Schizoid, Narcissistic, and Neurotic Ways of Ending Contact

Schizoid, Narcissistic, and Neurotic Ways of Ending Contact

In a balanced state, each of us has three lines of personality development coexisting: neurotic (borderline), narcissistic, and schizoid. When a personality is accentuated, these traits become overly pronounced, and in cases of psychopathy, they turn into grotesque oddities. To illustrate this, I’ll use a metaphor suggested by Danila Khlomov in the article “The Psychodynamic Concept of Personality.”

Imagine a three-headed dragon. Remember how it talked to Ivan Tsarevich in Russian fairy tales? First, the most anxious head would start negotiations. If it sensed a threat to its life, it would nudge and wake up the second head, which was more aggressive and toothy. If the two heads couldn’t figure things out, they’d call on the third—embodying intellect and cunning.

According to the psychodynamic typology of personality, we can talk about modalities of presentation, or neurotic, narcissistic, and schizoid forms of contact. Normally, they complement each other, making experience rich and appealing. But sometimes, one of the “heads” is monstrously overdeveloped—like narcissistic grandiosity—while strategies related to attachment and love are underdeveloped. In such cases, we see a flattening and monotony of experience. Intrapersonal communication between the “heads” is also interesting. For example, a person with a tense neurotic need for attachment and love may be too anxious to express it clearly. They might not even be aware of this need, or they might suppress it out of false shame. In this case, the neurotic “head” silently nudges the narcissistic one, and what comes out in contact is, for example, aggression. Conflict becomes the only possible form of closeness. Or, the narcissistic “head” sees the situation as too dangerous for aggression, so what comes out is rationalization or, as Fritz Perls put it, “chicken, bull, or elephant shit.”

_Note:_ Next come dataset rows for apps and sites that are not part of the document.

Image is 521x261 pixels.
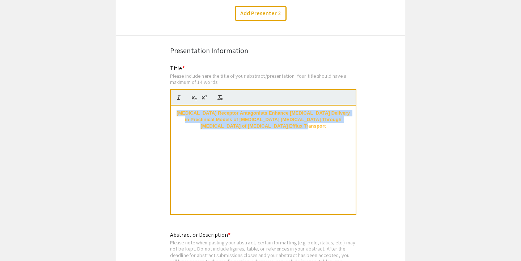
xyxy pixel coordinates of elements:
iframe: Chat [5,229,31,256]
mat-label: Abstract or Description [170,231,230,239]
div: Presentation Information [170,45,351,56]
button: Add Presenter 2 [235,6,286,21]
mat-label: Title [170,64,185,72]
strong: [MEDICAL_DATA] Receptor Antagonists Enhance [MEDICAL_DATA] Delivery in Preclinical Models of [MED... [176,110,351,129]
div: Please include here the title of your abstract/presentation. Your title should have a maximum of ... [170,73,356,85]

Ways of Building and Ending Contact

1) Neurotic Clinging

The helpless part of the personality is presented in contact: weak, damaged, with an inferiority complex. This person complains, demonstrates dependence on others, and takes a “one-down” position (“the dog from below”). They regress, are fearful, and don’t believe in their own abilities. They are caring and eager to please—sometimes so much that it’s suffocating. Their behavior is obsessive: following someone around, calling a hundred times a day. Physically present, but emotionally and personally “dissolved” in the partner, absorbed by their life, and not living their own. They don’t understand their own needs, don’t set personal boundaries, and can’t say “no.” They sacrifice themselves and gain certain benefits from this, such as emotional blackmail—pressuring with guilt: “I gave my whole life for you, and you…!”

At the moment of separation, out of fear of being alone, they don’t end the contact, but “cling” to the relationship, not letting the partner leave the fusion. In therapy, this shows up as dragging out sessions, not leaving on time, or calling between sessions.

2) Narcissistic Devaluation

What is presented is not the true self, but a “wonderful hallucination”: an improved, polished version of oneself. The glamorous self is a protective mask, formed out of fear of being exposed. The danger is the possibility of revealing deeply shameful defects: imperfection, inadequacy, and worthlessness. Expectations of the Other are also unrealistic. At first, the Other is idealized, but then comes bitter disappointment and punishment for not living up to the ideal.

Ending contact is abrupt, ruthless, and involves devaluing the relationship, making it impossible to integrate the experience or claim any real result. The very concept of “result” is specific for the narcissist. Once the narcissist has established a relationship, the reason for it (closeness, friendship, love) no longer interests them. It’s like hunting not for food, but purely for sport. As soon as the goal is achieved—the prey is caught—it can be discarded. By devaluing the other, the narcissist inflates themselves and fills the entire space of the relationship: “I am everything, you are nothing.”

3) Schizoid Withdrawal

Because of their sensitivity and vulnerability, it’s unsafe for schizoids to open up emotionally, so they keep their true feelings inside. Instead of “feeling how,” they prefer to “explain why.” What they present in contact are products of intellectual activity: evaluations, thoughts, explanations, hypotheses, and rationalizations. Often, verbal clutter—informational noise—clouds things so much that real connection becomes impossible. Their conclusions are not based on bodily or emotional experience, but on internalized norms, rules, stereotypes (introjects), or fantasies (projections), so their logic is often paradoxical and unpredictable. They leave relationships because they can’t tolerate the situation, suddenly quitting, saying they’re tired and can’t take it anymore.

Healthy Endings

There are also healthy relationships with humane endings—gradual slowing down and timely letting go, which combine neurotic care for others, narcissistic self-love, and schizoid need for solitude.